China and the new ‘Cold War’

The New York Times says China’s new incursions in the South China Sea have a familiar ring: “As in the Cold War, the immediate territorial dispute seems to be an excuse for a far larger question of who will exercise influence over a vast region.”

It has been a long time coming. There was no talk of Munich or Neville Chamberlain or appeasement when China invaded Tibet. Is China challenging Japan? Is it defending against an imperial Japan rising again against its neighbors? Is Japan’s new revisionist Prime Minister Shinzo Abe surreptitiously dragging America into a nefarious imperial scheme against China? What will America do to stop China? What did we do to stop China in Tibet?

China sent out its cat paw long before Abe came to power.

{mosads}“The Chinese are financing the construction of a railroad to Vientiane, three dams on the Mekong. They are building a major shopping plaza in Vientiane and have moved in 50,000 Chinese workers swamping this small city (approx. pop 250,000). It seems a colonization,” says one retired foreign service officer intimately familiar with the region today.

And Jim Webb, former senator from Virginia, has been sending up warnings for a decade. Even in his final campaign debate with George Allen in October 2006, Webb asked Allen what he thought we should do about the Senkaku Islands.

In August 2012, Webb published an opinion essay titled “The South China Sea’s Gathering Storm” in The Wall Street Journal. The lead paragraph reads: “All of East Asia is waiting to see how the U.S. will respond to China’s aggression.” They’re still waiting.

“Since World War II,” he wrote, “despite the costly flare-ups in Korea and Vietnam, the United States has proved to be the essential guarantor of stability in the Asian-Pacific region. The benefits of our involvement are one of the great success stories of American and Asian history, providing the so-called second tier countries in the region the opportunity to grow economically and to mature politically.”

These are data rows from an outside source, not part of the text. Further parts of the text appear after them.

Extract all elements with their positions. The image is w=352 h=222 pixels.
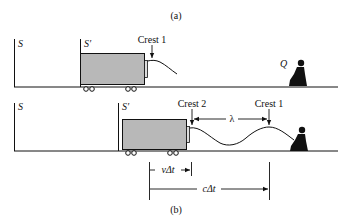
wave-displacement-label: cΔt (202, 183, 215, 194)
wheel-icon (132, 151, 137, 156)
panel-a: (a) S S′ Crest 1 Q (14, 10, 338, 91)
wheel-icon (90, 87, 95, 92)
observer-person-icon (289, 60, 307, 86)
wheel-icon (132, 87, 137, 92)
truck-b (123, 120, 190, 156)
wheel-icon (126, 87, 131, 92)
crest-2-label: Crest 2 (178, 98, 207, 109)
wavelength-label: λ (230, 113, 235, 124)
wave-b (190, 127, 295, 145)
frame-s-label-b: S (18, 101, 23, 112)
wheel-icon (126, 151, 131, 156)
wheel-icon (84, 87, 89, 92)
truck-bumper (187, 127, 190, 143)
doppler-diagram: (a) S S′ Crest 1 Q (0, 0, 352, 222)
wave-front-a (148, 60, 178, 74)
truck-a (81, 54, 148, 92)
frame-s-prime-label-a: S′ (84, 38, 92, 49)
truck-body (81, 54, 145, 85)
wheel-icon (174, 151, 179, 156)
wheel-icon (168, 151, 173, 156)
frame-s-label-a: S (18, 38, 23, 49)
panel-b-label: (b) (170, 204, 182, 216)
observer-label-q: Q (280, 58, 288, 69)
crest-1-label-b: Crest 1 (255, 98, 284, 109)
truck-body (123, 120, 187, 150)
source-displacement-label: vΔt (161, 164, 174, 175)
truck-bumper (145, 61, 148, 78)
frame-s-prime-label-b: S′ (122, 101, 130, 112)
panel-b: S S′ Crest 2 Crest 1 λ (14, 98, 338, 216)
crest-1-label-a: Crest 1 (138, 34, 167, 45)
panel-a-label: (a) (170, 10, 181, 22)
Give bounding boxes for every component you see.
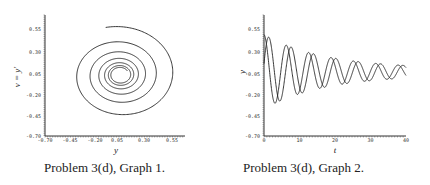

However: “As the region has grown more prosperous, the sovereignty issues have become more fierce. Over the past two years Japan and China have openly clashed in the Senkaku Islands, east of Taiwan and west of Okinawa, whose administration is internationally recognized to be under Japanese control. Russia and South Korea have reasserted sovereignty claims against Japan in northern waters. China and Vietnam both claim sovereignty over the Paracel Islands. China, Vietnam, the Philippines, Brunei and Malaysia all claim sovereignty over the Spratly Islands, the site of continuing confrontations between China and the Philippines.”

It is a remarkably prescient piece from novelist, historian, warrior and secretary of the Navy under Ronald Reagan. Yet over the weekend Robert Zoellick, former World Bank president, U.S. trade representative and deputy secretary of State, wrote in the Financial Times that The McKinsey Global Institute says China’s movement to the cities is 100 times in scale and 10 times the speed of the first mover, Britain. It is the largest migration in human history, author Leslie T. Chang has written, “three times the number of people who emigrated to America from Europe over a century.” That makes for a lot of soldiers.

Was China’s long and conspicuous conquest of Tibet, which left more than a million dead, a test run? Was that the rise of a surreptitious millennial strategy today awakening in the South China Sea? Has China defaulted back to Maoist internationalism and its early revolutionary promise in the recent plenum? And most importantly, is this the end of Pax Americana?